World Bank 2011 Data by country: Mozambique. http://data.worldbank.org/country/mozambique [7 March 2011].

UNFCCC 2010 Outcome of the work of the Ad Hoc Working Group on long-term Cooperative Action under the Convention, Draft decision -/CP.16 (advance unedited version) http://unfccc.int/files/ meetings/cop_16/application/pdf/cop16_lca.pdf [14 February 2011].

World Bank 2010 Economics of Adaptation to Climate Change – Mozambique, World Bank, Washington, DC.

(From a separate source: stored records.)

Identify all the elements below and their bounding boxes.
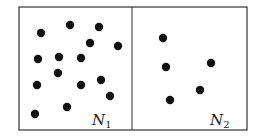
- particle-dot: [95, 23, 103, 31]
- particle-dot: [77, 81, 85, 89]
- right-chamber-particles: [159, 34, 215, 104]
- particle-dot: [162, 63, 170, 71]
- particle-dot: [114, 42, 122, 50]
- particle-dot: [159, 34, 167, 42]
- particle-dot: [106, 92, 114, 100]
- particle-dot: [86, 39, 94, 47]
- particle-dot: [63, 103, 71, 111]
- right-chamber-label: N2: [209, 111, 230, 130]
- particle-dot: [207, 59, 215, 67]
- left-chamber-label: N1: [91, 111, 112, 130]
- particle-dot: [166, 96, 174, 104]
- particle-dot: [34, 55, 42, 63]
- particle-dot: [37, 29, 45, 37]
- two-chamber-diagram: N1 N2: [0, 0, 265, 140]
- particle-dot: [77, 54, 85, 62]
- particle-dot: [31, 110, 39, 118]
- particle-dot: [55, 53, 63, 61]
- particle-dot: [66, 21, 74, 29]
- particle-dot: [196, 86, 204, 94]
- particle-dot: [33, 81, 41, 89]
- left-chamber-particles: [31, 21, 122, 118]
- particle-dot: [97, 76, 105, 84]
- particle-dot: [54, 69, 62, 77]
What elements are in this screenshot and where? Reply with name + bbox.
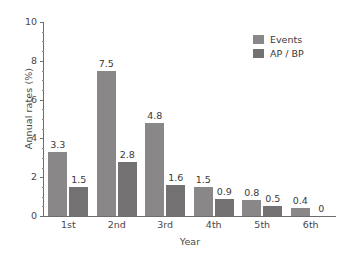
- bar-value-label: 1.5: [188, 175, 219, 185]
- y-tick-label: 0: [31, 211, 37, 221]
- bar-value-label: 2.8: [112, 150, 143, 160]
- bar-value-label: 3.3: [42, 140, 73, 150]
- y-tick-major: [40, 216, 44, 217]
- bar-value-label: 0.5: [257, 194, 288, 204]
- bar: [166, 185, 185, 216]
- x-tick-label: 6th: [287, 220, 336, 230]
- x-axis-title: Year: [44, 236, 336, 247]
- legend-label-apbp: AP / BP: [270, 49, 304, 59]
- bar: [69, 187, 88, 216]
- bar-value-label: 7.5: [91, 59, 122, 69]
- y-tick-label: 10: [25, 17, 37, 27]
- legend-item-events: Events: [253, 33, 304, 46]
- chart-legend: Events AP / BP: [253, 33, 304, 61]
- x-tick-label: 5th: [238, 220, 287, 230]
- bar-value-label: 0: [306, 204, 337, 214]
- bar: [263, 206, 282, 216]
- x-tick-label: 1st: [44, 220, 93, 230]
- y-tick-label: 8: [31, 56, 37, 66]
- bar-value-label: 1.6: [160, 173, 191, 183]
- bar: [145, 123, 164, 216]
- x-axis-line: [43, 216, 336, 217]
- x-tick-label: 3rd: [141, 220, 190, 230]
- y-tick-label: 4: [31, 134, 37, 144]
- legend-item-apbp: AP / BP: [253, 47, 304, 60]
- legend-swatch-events: [253, 35, 264, 44]
- x-tick-label: 2nd: [93, 220, 142, 230]
- bar: [215, 199, 234, 216]
- legend-label-events: Events: [270, 35, 302, 45]
- bar-value-label: 1.5: [63, 175, 94, 185]
- bar: [118, 162, 137, 216]
- bar: [97, 71, 116, 217]
- bar-value-label: 4.8: [139, 111, 170, 121]
- x-tick-label: 4th: [190, 220, 239, 230]
- y-tick-label: 2: [31, 172, 37, 182]
- bar-value-label: 0.9: [209, 187, 240, 197]
- bar-chart-figure: Annual rates (%) Year 0246810 Events AP …: [0, 0, 348, 253]
- y-axis-ticks: 0246810: [0, 0, 44, 217]
- y-tick-label: 6: [31, 95, 37, 105]
- legend-swatch-apbp: [253, 49, 264, 58]
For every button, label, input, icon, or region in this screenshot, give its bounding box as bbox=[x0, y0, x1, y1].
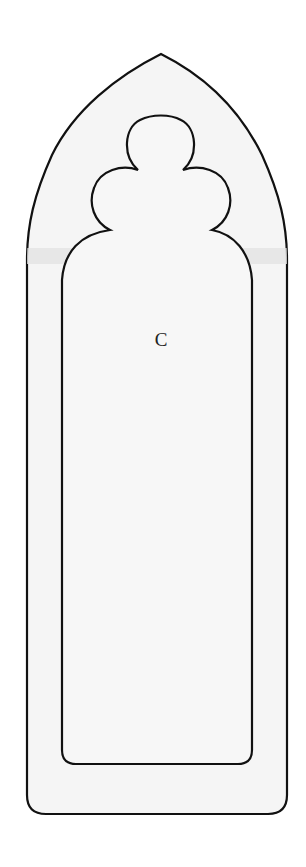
section-label: C bbox=[155, 329, 168, 350]
arch-diagram: C bbox=[0, 0, 306, 867]
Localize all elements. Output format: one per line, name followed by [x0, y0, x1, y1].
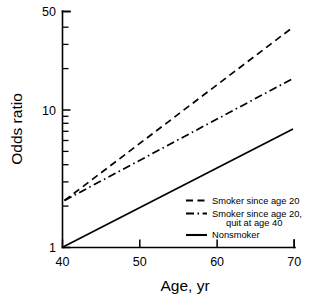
x-axis-ticks	[63, 240, 295, 248]
x-tick-label-70: 70	[287, 255, 301, 269]
legend-label-smoker-since-age-20: Smoker since age 20	[212, 196, 299, 206]
x-tick-label-60: 60	[210, 255, 224, 269]
caption-partial	[0, 299, 310, 304]
x-tick-label-40: 40	[56, 255, 70, 269]
y-axis-minor-ticks	[63, 27, 69, 206]
series-line-smoker-quit-at-age-40	[65, 79, 294, 201]
legend-label-smoker-quit-at-age-40-line2: quit at age 40	[226, 218, 282, 228]
legend: Smoker since age 20 Smoker since age 20,…	[186, 196, 302, 241]
y-tick-label-10: 10	[42, 104, 56, 118]
y-tick-label-50: 50	[42, 5, 56, 19]
y-axis-title: Odds ratio	[8, 93, 25, 165]
x-tick-label-50: 50	[133, 255, 147, 269]
y-axis-major-ticks	[63, 12, 71, 248]
figure-container: 50 10 1 40 50 60 70 Odds ratio Age, yr S…	[0, 0, 310, 304]
odds-ratio-log-line-chart: 50 10 1 40 50 60 70 Odds ratio Age, yr S…	[0, 0, 310, 304]
y-tick-label-1: 1	[49, 241, 56, 255]
x-axis-title: Age, yr	[160, 277, 209, 294]
series-line-smoker-since-age-20	[65, 27, 294, 200]
legend-label-nonsmoker: Nonsmoker	[212, 230, 260, 240]
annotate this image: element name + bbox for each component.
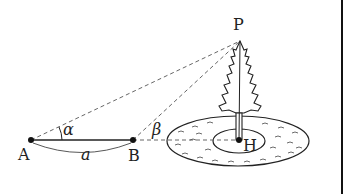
- point-A: [28, 137, 34, 143]
- label-H: H: [243, 136, 257, 155]
- label-A: A: [17, 145, 30, 164]
- label-beta: β: [151, 120, 161, 139]
- point-H: [236, 137, 242, 143]
- point-B: [130, 137, 136, 143]
- label-B: B: [128, 146, 140, 165]
- label-P: P: [233, 15, 244, 34]
- tree-height-diagram: A B P H α β a: [0, 0, 349, 194]
- label-a: a: [81, 145, 91, 164]
- diagram-canvas: A B P H α β a: [0, 0, 349, 194]
- angle-alpha-arc: [59, 127, 62, 140]
- label-alpha: α: [63, 120, 74, 139]
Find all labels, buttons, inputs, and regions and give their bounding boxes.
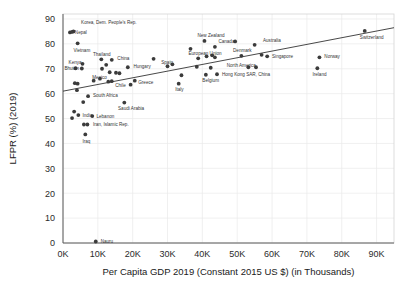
data-point xyxy=(195,65,199,69)
data-point xyxy=(215,72,219,76)
data-point-label: Australia xyxy=(263,38,281,43)
data-point xyxy=(100,67,104,71)
data-point-label: Chile xyxy=(115,83,126,88)
gridlines xyxy=(63,14,394,243)
data-point-label: Bhutan xyxy=(64,66,79,71)
x-tick-label: 70K xyxy=(299,249,315,259)
point-labels: Korea, Dem. People's Rep.NepalVietnamKen… xyxy=(64,20,384,244)
data-point xyxy=(83,133,87,137)
data-point-label: Saudi Arabia xyxy=(118,106,144,111)
data-point-label: Spain xyxy=(161,60,173,65)
data-point xyxy=(106,80,110,84)
data-point-label: Belgium xyxy=(202,78,219,83)
y-tick-label: 10 xyxy=(45,213,55,223)
chart-canvas: Korea, Dem. People's Rep.NepalVietnamKen… xyxy=(0,0,402,296)
plot-frame xyxy=(63,14,394,243)
data-point-label: European Union xyxy=(188,51,222,56)
y-tick-label: 80 xyxy=(45,39,55,49)
data-point-label: Kenya xyxy=(69,60,82,65)
data-point xyxy=(76,82,80,86)
data-point xyxy=(122,101,126,105)
data-point xyxy=(114,71,118,75)
data-point xyxy=(239,54,243,58)
y-tick-label: 0 xyxy=(50,238,55,248)
data-point xyxy=(85,123,89,127)
data-point-label: South Africa xyxy=(93,93,118,98)
x-tick-label: 20K xyxy=(125,249,141,259)
data-point xyxy=(260,53,264,57)
data-point xyxy=(110,79,114,83)
data-point xyxy=(70,30,74,34)
x-tick-label: 80K xyxy=(334,249,350,259)
x-tick-label: 60K xyxy=(264,249,280,259)
data-point-label: Italy xyxy=(175,87,184,92)
data-point xyxy=(75,88,79,92)
data-point-label: India xyxy=(83,113,93,118)
data-point xyxy=(129,83,133,87)
data-point xyxy=(86,94,90,98)
data-point xyxy=(315,66,319,70)
data-point-label: Nauru xyxy=(101,239,114,244)
data-point-label: North America xyxy=(227,63,257,68)
data-point xyxy=(70,116,74,120)
x-tick-label: 0K xyxy=(57,249,68,259)
data-point xyxy=(177,82,181,86)
data-point xyxy=(82,123,86,127)
data-point xyxy=(76,113,80,117)
x-axis-ticks: 0K10K20K30K40K50K60K70K80K90K xyxy=(57,249,384,259)
data-point xyxy=(196,56,200,60)
data-point xyxy=(213,45,217,49)
data-point-label: New Zealand xyxy=(197,33,225,38)
data-point xyxy=(152,57,156,61)
data-point-label: Lebanon xyxy=(96,114,114,119)
y-axis-ticks: 0102030405060708090 xyxy=(45,14,55,248)
data-point xyxy=(108,70,112,74)
data-point xyxy=(110,58,114,62)
data-point-label: Nepal xyxy=(75,30,87,35)
data-point xyxy=(104,63,108,67)
data-point-label: Greece xyxy=(138,80,154,85)
data-point-label: Vietnam xyxy=(73,48,90,53)
data-point-label: Canada xyxy=(218,39,235,44)
data-point xyxy=(189,47,193,51)
data-point xyxy=(133,79,137,83)
data-point xyxy=(209,66,213,70)
data-point-label: Singapore xyxy=(272,54,293,59)
y-tick-label: 50 xyxy=(45,114,55,124)
data-point-label: Thailand xyxy=(93,52,111,57)
data-point-label: Hungary xyxy=(133,64,151,69)
data-point xyxy=(72,110,76,114)
y-axis-title: LFPR (%) (2019) xyxy=(7,93,18,165)
data-point-label: China xyxy=(117,56,129,61)
y-tick-label: 70 xyxy=(45,64,55,74)
data-point xyxy=(81,100,85,104)
x-axis-title: Per Capita GDP 2019 (Constant 2015 US $)… xyxy=(102,266,354,277)
data-point-label: Iraq xyxy=(83,139,91,144)
data-point xyxy=(318,55,322,59)
data-point xyxy=(363,29,367,33)
data-point xyxy=(203,39,207,43)
data-point-label: Norway xyxy=(324,54,340,59)
data-point-label: Denmark xyxy=(233,48,252,53)
data-point xyxy=(76,41,80,45)
data-point xyxy=(118,71,122,75)
x-tick-label: 10K xyxy=(90,249,106,259)
y-tick-label: 40 xyxy=(45,139,55,149)
data-point-label: Iran, Islamic Rep. xyxy=(93,122,129,127)
scatter-chart: Korea, Dem. People's Rep.NepalVietnamKen… xyxy=(0,0,402,296)
y-tick-label: 30 xyxy=(45,164,55,174)
data-point xyxy=(80,67,84,71)
data-point xyxy=(265,54,269,58)
data-point xyxy=(204,73,208,77)
data-point xyxy=(126,65,130,69)
data-point-label: Switzerland xyxy=(360,35,384,40)
y-tick-label: 60 xyxy=(45,89,55,99)
data-point-label: Korea, Dem. People's Rep. xyxy=(81,20,137,25)
data-point xyxy=(94,240,98,244)
x-tick-label: 30K xyxy=(160,249,176,259)
data-point xyxy=(253,43,257,47)
y-tick-label: 20 xyxy=(45,189,55,199)
x-tick-label: 40K xyxy=(194,249,210,259)
data-point-label: Ireland xyxy=(312,72,326,77)
x-tick-label: 90K xyxy=(369,249,385,259)
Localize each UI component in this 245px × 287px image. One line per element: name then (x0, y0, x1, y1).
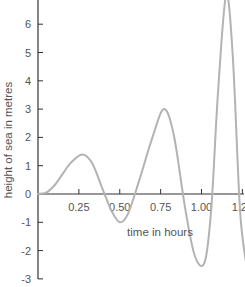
x-tick-label: 1.00 (191, 201, 212, 213)
y-tick-label: 3 (25, 103, 31, 115)
y-tick-label: 5 (25, 47, 31, 59)
y-tick-label: -3 (21, 273, 31, 285)
y-tick-label: 2 (25, 131, 31, 143)
y-tick-label: -2 (21, 245, 31, 257)
y-axis: 76543210-1-2-3 (21, 0, 43, 285)
y-tick-label: 0 (25, 188, 31, 200)
y-tick-label: 1 (25, 160, 31, 172)
x-axis-label: time in hours (127, 226, 193, 238)
x-tick-label: 0.25 (68, 201, 89, 213)
y-tick-label: 4 (25, 75, 31, 87)
y-tick-label: 6 (25, 18, 31, 30)
line-chart: 76543210-1-2-3 0.250.500.751.001.25 time… (0, 0, 245, 287)
x-tick-label: 1.25 (232, 201, 245, 213)
y-tick-label: -1 (21, 216, 31, 228)
y-axis-label: height of sea in metres (2, 82, 14, 199)
y-tick-label: 7 (25, 0, 31, 2)
x-tick-label: 0.75 (150, 201, 171, 213)
x-axis: 0.250.500.751.001.25 (38, 189, 245, 213)
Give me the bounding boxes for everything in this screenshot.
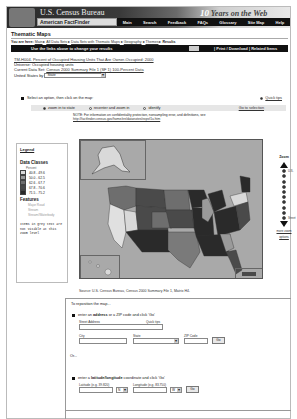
radio-zoom-in[interactable]: zoom in to state [43, 106, 75, 110]
breadcrumb: You are here: Main ▸ All Data Sets ▸ Dat… [11, 40, 175, 44]
radio-recenter[interactable]: recenter and zoom in [89, 106, 130, 110]
divider [11, 38, 288, 39]
bullet-icon [72, 314, 75, 317]
latlon-go-button[interactable]: Go [186, 386, 199, 393]
zoom-level[interactable] [282, 174, 286, 178]
nav-feedback[interactable]: Feedback [168, 20, 186, 25]
nav-main[interactable]: Main [123, 20, 132, 25]
agency-name: U.S. Census Bureau [40, 8, 104, 17]
zoom-level[interactable] [282, 180, 286, 184]
legend-panel: Legend Data Classes Percent 40.8 - 49.6 … [16, 143, 68, 283]
results-bar-message: Use the links above to change your resul… [31, 45, 112, 52]
reposition-heading: To reposition the map... [71, 302, 110, 306]
nav-help[interactable]: Help [276, 20, 285, 25]
divider [65, 410, 291, 411]
zoom-level[interactable] [282, 190, 286, 194]
legend-title[interactable]: Legend [20, 147, 64, 152]
nav-site-map[interactable]: Site Map [248, 20, 264, 25]
map-options: Select an option, then click on the map:… [21, 96, 286, 122]
map-source: Source: U.S. Census Bureau, Census 2000 … [79, 289, 190, 293]
radio-identify[interactable]: identify [143, 106, 160, 110]
zoom-level[interactable] [282, 206, 286, 210]
bullet-icon [21, 97, 24, 100]
nav-faqs[interactable]: FAQs [198, 20, 208, 25]
crumb-results: Results [162, 40, 175, 44]
note-link[interactable]: http://factfinder.census.gov/home/en/dat… [73, 117, 206, 121]
nav-glossary[interactable]: Glossary [219, 20, 236, 25]
crumb-all-data-sets[interactable]: All Data Sets [46, 40, 67, 44]
print-download-links[interactable]: | Print / Download | Related Items [214, 45, 277, 52]
geography-select[interactable]: State [44, 73, 106, 78]
factfinder-logo[interactable]: American FactFinder [37, 18, 117, 26]
crumb-thematic-data-sets[interactable]: Data Sets with Thematic Maps [71, 40, 120, 44]
zoom-level-street[interactable]: Street [282, 216, 286, 220]
city-input[interactable] [79, 338, 127, 344]
nav-search[interactable]: Search [143, 20, 156, 25]
confidentiality-note: NOTE: For information on confidentiality… [73, 113, 206, 121]
zip-input[interactable] [184, 338, 208, 344]
alaska-inset[interactable] [80, 140, 146, 180]
features-title: Features [20, 197, 64, 202]
hawaii-inset[interactable] [80, 255, 120, 279]
zoom-level-us[interactable]: U.S. [282, 169, 286, 173]
anniversary-tagline: 10 Years on the Web [200, 8, 267, 18]
thematic-map[interactable] [79, 139, 263, 279]
top-nav: Main Search Feedback FAQs Glossary Site … [117, 18, 290, 26]
longitude-direction-select[interactable]: W [170, 387, 182, 393]
data-classes-title: Data Classes [20, 160, 64, 165]
address-go-button[interactable]: Go [212, 337, 225, 344]
legend-class: 71.5 - 75.2 [20, 190, 64, 195]
state-select[interactable] [133, 338, 179, 344]
zoom-out-arrow-icon[interactable] [280, 221, 288, 227]
zoom-label: Zoom [271, 155, 297, 159]
zoom-level[interactable] [282, 185, 286, 189]
more-zoom-link[interactable]: more zoom [271, 229, 297, 233]
census-banner: U.S. Census Bureau American FactFinder 1… [7, 7, 290, 28]
zoom-options-link[interactable]: options [271, 235, 297, 239]
longitude-input[interactable] [133, 387, 167, 393]
street-address-input[interactable] [79, 324, 163, 330]
zoom-level[interactable] [282, 195, 286, 199]
latitude-direction-select[interactable]: N [116, 387, 128, 393]
zoom-control: Zoom U.S. Street more zoom options [271, 155, 297, 239]
crumb-themes[interactable]: Themes [145, 40, 158, 44]
crumb-main[interactable]: Main [35, 40, 43, 44]
reposition-panel: To reposition the map... enter an addres… [65, 298, 291, 419]
bullet-icon [72, 377, 75, 380]
latitude-input[interactable] [79, 387, 113, 393]
page-title: Thematic Maps [11, 31, 51, 37]
results-bar: Use the links above to change your resul… [11, 45, 288, 52]
zoom-in-arrow-icon[interactable] [280, 162, 288, 168]
census-seal-logo [9, 8, 35, 27]
go-to-selection-link[interactable]: Go to selection [239, 106, 264, 110]
zoom-level[interactable] [282, 211, 286, 215]
dataset-link[interactable]: Census 2000 Summary File 1 (SF 1) 100-Pe… [46, 67, 143, 72]
legend-footnote: Items in grey text are not visible at th… [20, 222, 64, 236]
info-icon [260, 97, 263, 100]
zoom-level[interactable] [282, 200, 286, 204]
bar-indicator [189, 46, 199, 51]
crumb-geography[interactable]: Geography [124, 40, 142, 44]
quick-tips-link[interactable]: Quick tips [265, 96, 282, 100]
map-info: TM-H004. Percent of Occupied Housing Uni… [14, 57, 154, 78]
puerto-rico-inset[interactable] [235, 268, 263, 279]
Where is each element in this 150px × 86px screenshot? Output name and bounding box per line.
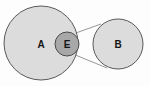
circle-set-e[interactable] — [55, 32, 79, 56]
set-diagram-canvas: A E B — [0, 0, 150, 86]
venn-diagram-svg: A E B — [0, 0, 150, 86]
circle-set-b[interactable] — [93, 19, 143, 69]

Williams, M., Ryan, C.M., Rees, R.M., Sambane, E., Fernando, J. and Grace, J. 2008 Carbon sequestration and biodiversity of re-growing Miombo woodlands in Mozambique. Forest Ecology and Management 254: 145–155.

www.cifor.cgiar.org

Acknowledgements We thank Maria Brockhaus, Øystein Botillen, Isilda Nhantumbo and Andrew Wardell for valuable comments on an earlier version of this brief, and Edith Johnson and the editor Imogen Badgery-Parker for their efficient support in the publication process.

www.ForestsClimateChange.org

Center for International Forestry Research CIFOR advances human wellbeing, environmental conservation and equity by conducting research to inform policies and practices that affect forests in developing countries. CIFOR is one of 15 centres within the Consultative Group on International Agricultural Research (CGIAR). CIFOR’s headquarters are in Bogor, Indonesia. It also has offices in Asia, Africa and South America.


Turn static files into dynamic content formats.